Death and Afterlife. At death, the "breath-soul" flew away, but the "shadow-soul" might remain to be near friends or to take revenge. Eventually they journeyed to the lower world where they lived in a way similar to that on earth. Before Christians introduced burial, the deceased was cremated and ashes were buried. At least by early contact times, over the grave a small house might be erected in which the deceased's personal goods were placed. Subsequently, food offerings were left. Members of the opposite (father's or spouse's) clan of the deceased took care of the funeral arrangements. Between forty days and a year following the death, a potlatch involving feasting and distribution of valued goods was given by the deceased's clan for the opposite clan in appreciation for assistance. At times, the deceased's spirit would return to relatives and disturb them, especially if he or she thought the potlatch inadequate. Although not yet documented specifically for the Tanaina, there is some indication of a belief in reincarnation.

Bibliography

Fall, James A. (1981). "Patterns of Upper Inlet Tanaina Leadership, 1741-1918." Ph.D. diss., University of Wisconsin.

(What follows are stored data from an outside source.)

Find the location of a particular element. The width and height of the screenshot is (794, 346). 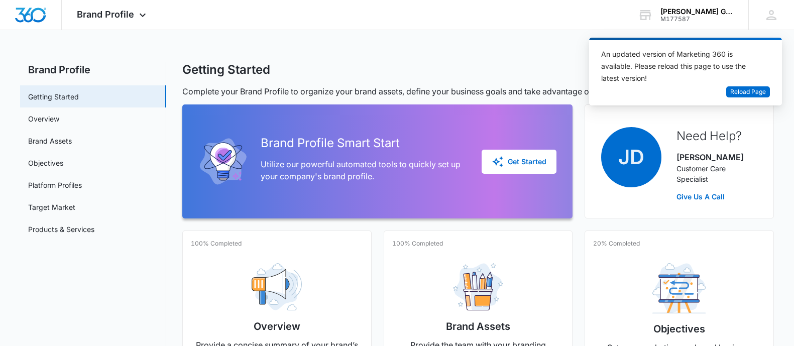

h2: Brand Assets is located at coordinates (478, 326).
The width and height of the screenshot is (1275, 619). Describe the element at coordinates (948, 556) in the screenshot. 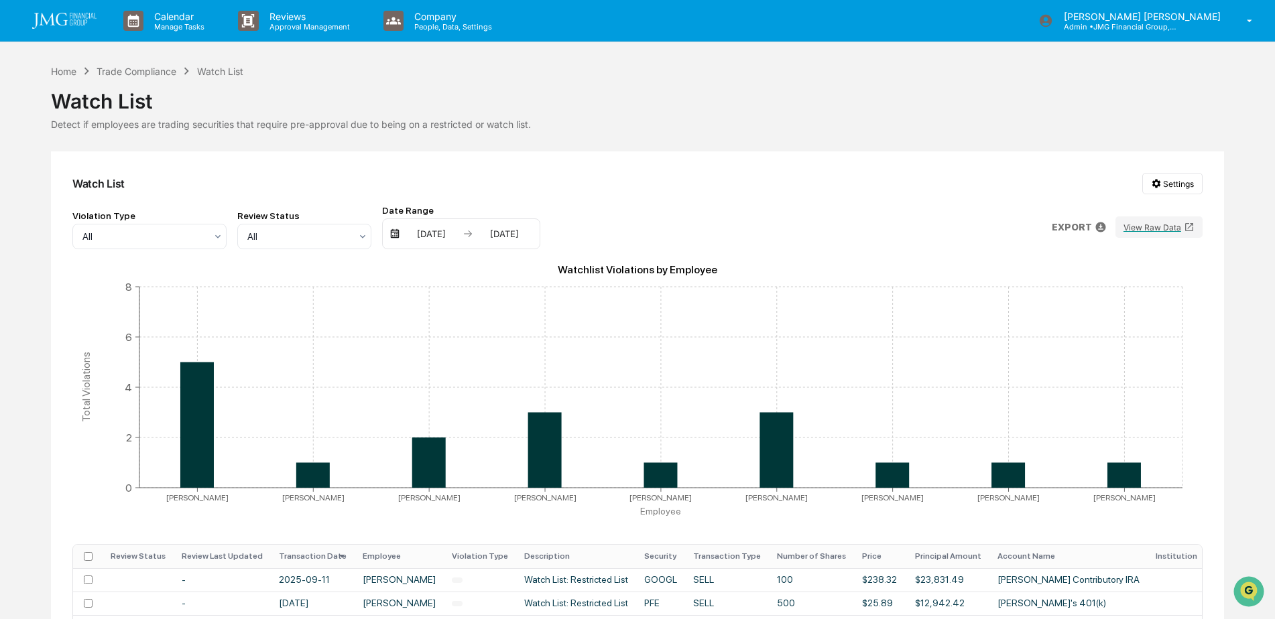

Osgood, Cornelius (1937). The Ethnography of the Tanaina. Yale University Publications in Anthropology, no. 16. New Haven, Conn.: Department of Anthropology, Yale University.

Townsend, Joan B. (1965). "Ethnohistory and Culture Change of the Iliamna Tanaina." Ph.D. diss., University of California.

Townsend, Joan B. (1970). "The Tanaina of Southwestern Alaska: An Historical Synopsis." Western Canadian Journal of Anthropology 2:2-16.

Townsend, Joan B. (1980). "Ranked Societies of the Alaskan Pacific Rim." In Alaskan Native Culture and History, edited by Y. Kotani and W. Workman, 123-156. Senri Ethnological Studies, no. 4. Osaka, Japan: National Museum of Ethnology.

Townsend, Joan B. (1981). "Tanaina." In Handbook of North American Indians. Vol. 6, Subarctic, edited by June Helm, 623-640. Washington, D.C.: Smithsonian Institution.

VanStone, James, and Joan B. Townsend (1970). Kijik: An Historic Tanaina Settlement. Fieldiana: Anthropology, vol. 59. Chicago: Field Museum of Natural History.